ReplyDeleteThis was the original argument of the NW ANiC parishes. In the interlocutory proceedings in both British Columbia and Ontario it was the only argument made. (Not counting a futile constructive trust argument). (In making its case for interim possession of the buildings up to trial, ANiC was required to make known the elements of its case. The strength of that case, as preliminarily assessed, was a factor in the court's decision on interim relief — so we know its original arguments.) Relatively late in the period between initiation of the proceedings and trial, ANiC added an additional argument, which I will discuss shortly.
ReplyDeleteFrom the "Introduction to the Case"...I would quote the paragraph for you, but my "Select Text" is not working today with pdf documents. It is
para. 11 here: http://www.vancouver.anglican.ca/Portals/0/Images/Programs/Court/Court-Plainti ffIntroduction.pdf (BTW, does this format support the direct HTML "create link" language?)

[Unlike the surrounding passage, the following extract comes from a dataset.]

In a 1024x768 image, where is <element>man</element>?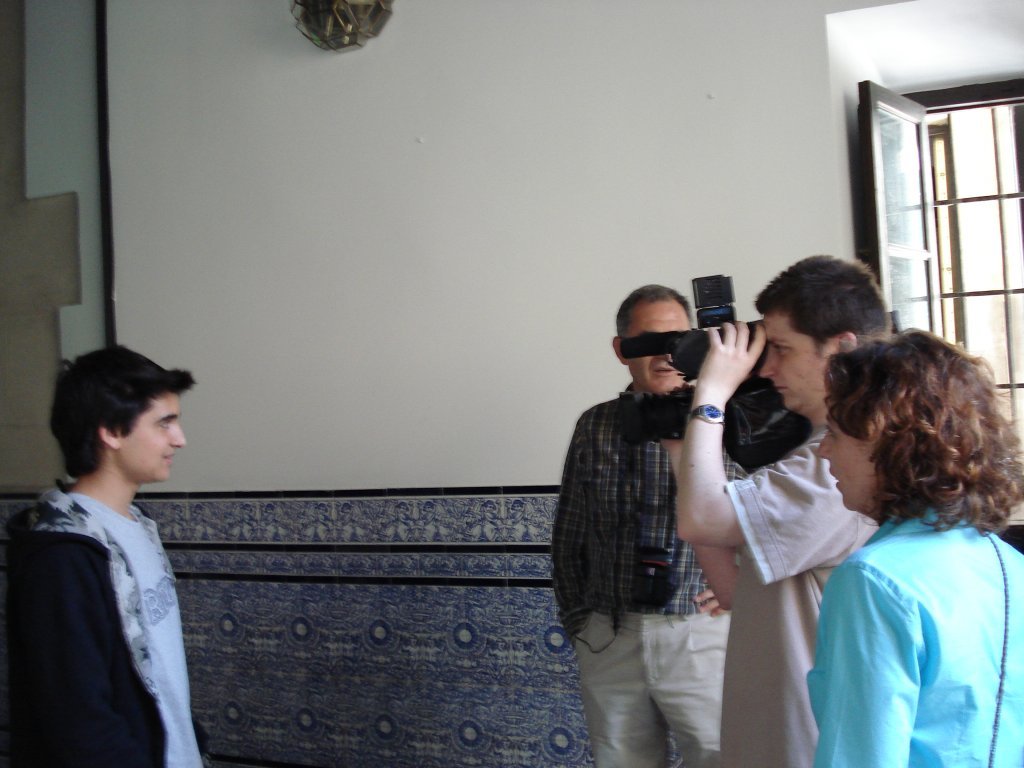
crop(659, 251, 890, 767).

The original purposes of the Church are argued to include, vitally, the Solemn Declartion of 1896, a statement approved by the first General Synod upon the establishment of the ACoC as an independent entity. Of great importance is the SA's statement that the Church intends to be in Communion with "the Church of England throughout the world". [Whoever included the words "throughout the world" in that document did something that had greater consequences than he could have imagined. Without those words AniC has no case.] It is also alleged that the ACoC has departed from the original purposes in its approach to the deity of Christ, the authority of Scripture, and various other doctrines. And of course same-sex blessings — although AniC has intentionally deemphasized this decision alone in its legal arguments. I believe that AniC is thereby tacitly conceding, correctly, that SSBs in themselves are not sufficient to win an original purposes argument.

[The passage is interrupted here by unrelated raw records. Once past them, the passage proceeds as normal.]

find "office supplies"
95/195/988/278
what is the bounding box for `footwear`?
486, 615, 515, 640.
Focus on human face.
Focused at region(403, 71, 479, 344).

Relatively late in the game, not that long before trial ANiC added an additional argument, on which we now seem to place as much or more emphasis as the OP argument. It is a cy pres argument based on an English precedent of 1999, Varsani v. Jesani. (The reasons of decision in Varsani are available
via Internet for free but I don't have the URL at hand; should someone wish to see the case, indicate in the comments). The power of the cy pres argument is that it allows the judge to split the assets between the contending parties as he sees fit, a completely equitable judgment, unfettered by any rules whatsoever. As a matter of psychology, rather than law, it is thot that this argument might appeal to the type of person who might reason, "Both of these groups are Anglican in some sense, but neither completely fulfils the original purposes. The ACoC is in Communion with the +++ABC and the ACC etc., but out of communion with two-thirds plus of its members. AniC is small but in communion with the Global South and the votes in the congregations were overwhelming....let's split the assets 50/50."
There is an immense problem with the Varsani argument: the decision was based not on common law cy pres doctrine, but on a statute reforming cy pres doctrine. The English court specifically stated that it could not have imposed its division-of-assets remedy without the statute. ANiC counsel has attempted to persuade the court that it has the power to use similar reasoning in B.C., absent any statute expanding cy pres power beyond the common law.
Judgement not expected until October or thereafter.